● What to produce
Quote, word for word, only the lines running from the line with "The height and width of the screenshot is (488, 868)." through the end of the listing. Leave out the pictures.

● Stored data
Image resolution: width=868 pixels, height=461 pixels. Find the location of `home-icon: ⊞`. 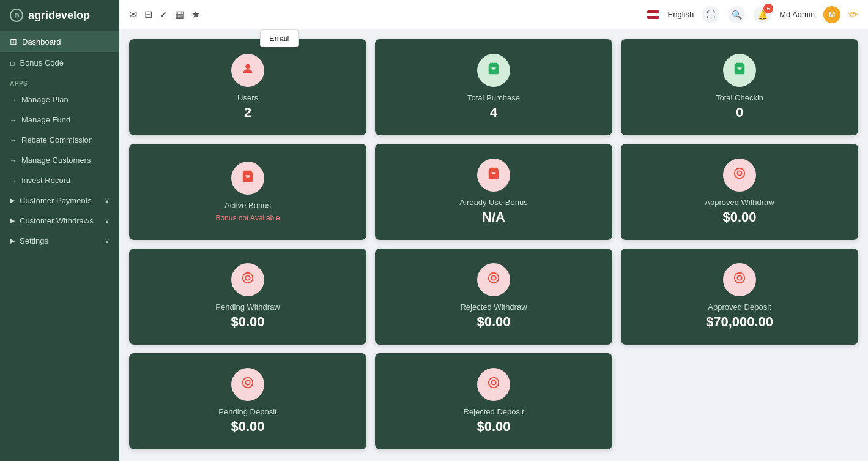

home-icon: ⊞ is located at coordinates (13, 42).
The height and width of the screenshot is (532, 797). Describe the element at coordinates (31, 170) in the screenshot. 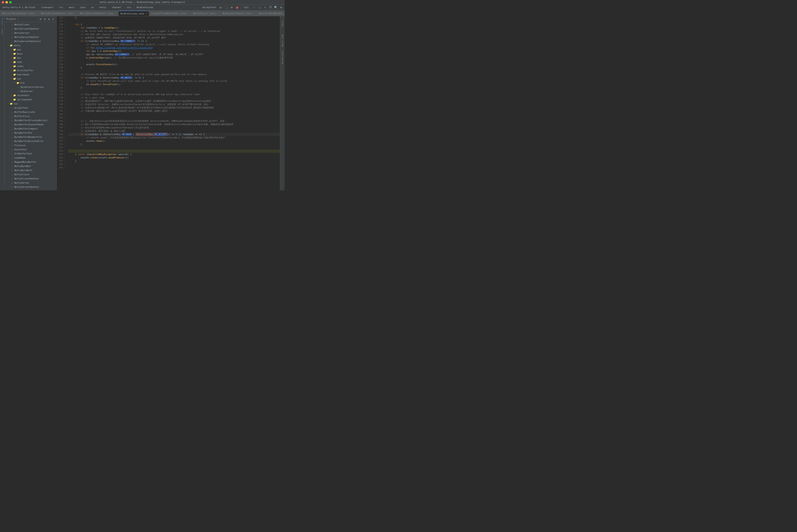

I see `tree-item-nettybytebuf2: ☕NettyByteBuf2` at that location.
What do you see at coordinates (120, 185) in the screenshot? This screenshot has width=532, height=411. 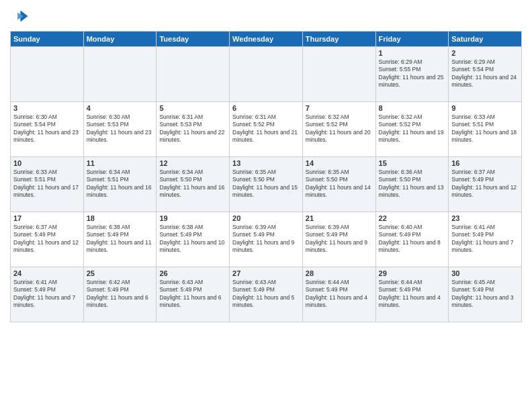 I see `calendar-cell: 11Sunrise: 6:34 AM Sunset: 5:51 PM Dayli…` at bounding box center [120, 185].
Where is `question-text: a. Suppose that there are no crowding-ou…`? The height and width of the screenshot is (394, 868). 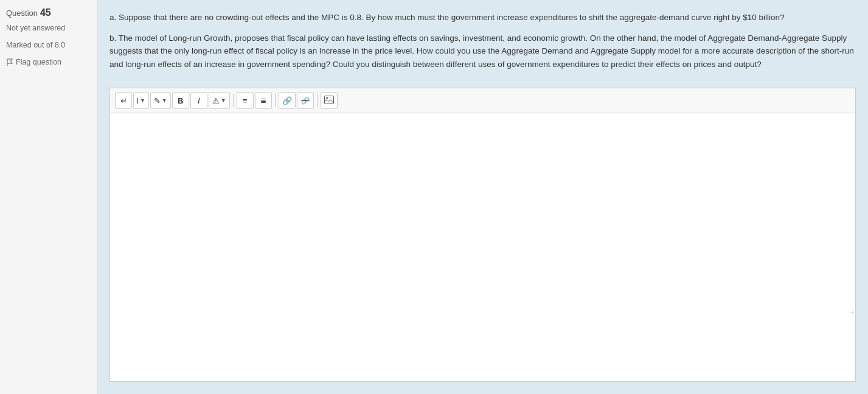
question-text: a. Suppose that there are no crowding-ou… is located at coordinates (483, 44).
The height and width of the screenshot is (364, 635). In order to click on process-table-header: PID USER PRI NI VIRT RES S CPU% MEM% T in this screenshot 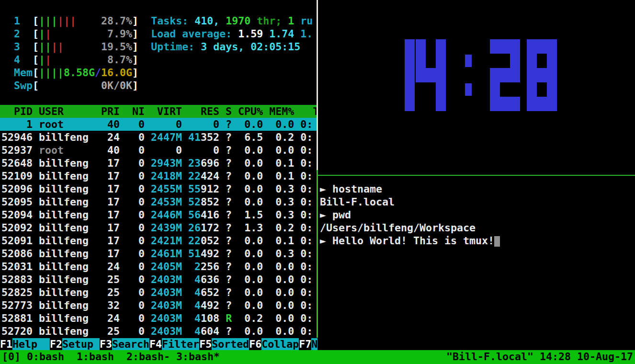, I will do `click(158, 111)`.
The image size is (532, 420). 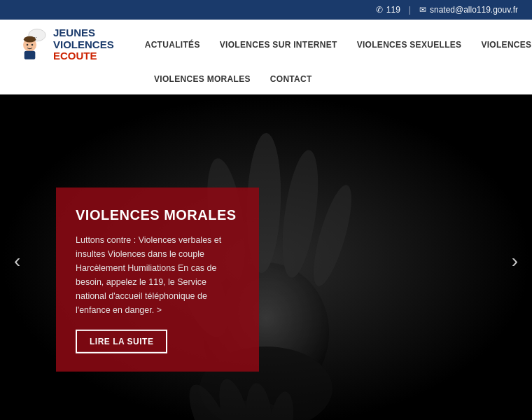 I want to click on logo: ... JEUNES VIOLENCES ECOUTE, so click(x=64, y=45).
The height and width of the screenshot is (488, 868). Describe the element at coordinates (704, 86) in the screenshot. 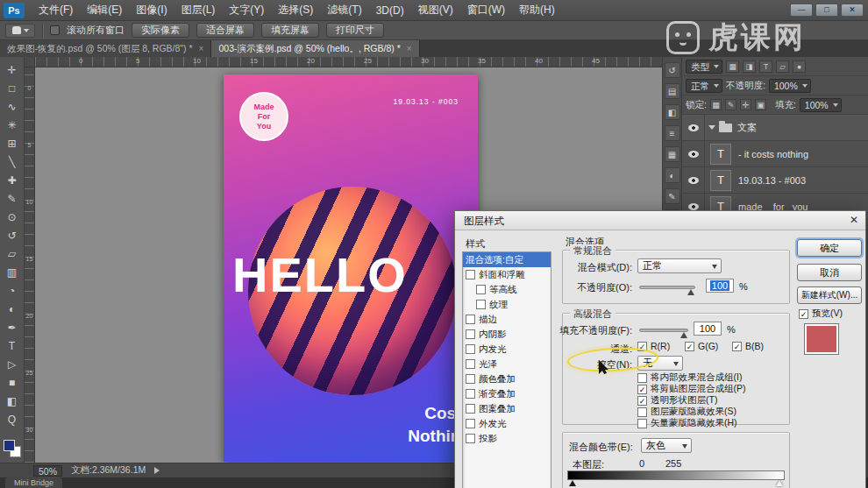

I see `blend-mode-dropdown: 正常` at that location.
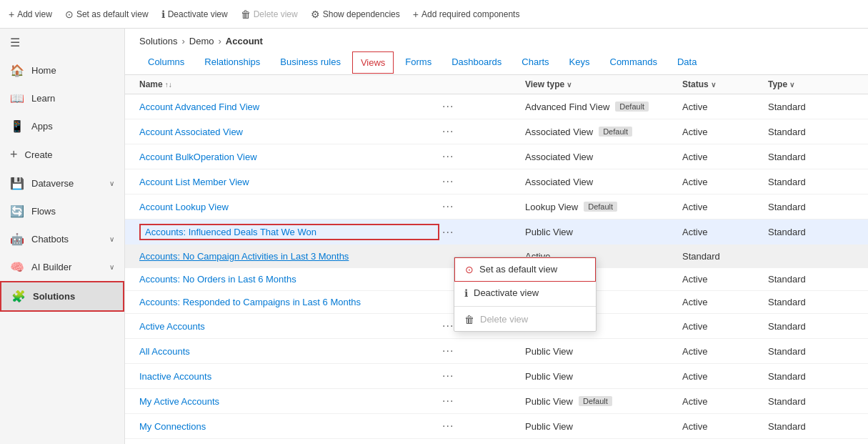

● Written response
The height and width of the screenshot is (488, 868). Describe the element at coordinates (704, 86) in the screenshot. 

I see `blend-mode-dropdown: 正常` at that location.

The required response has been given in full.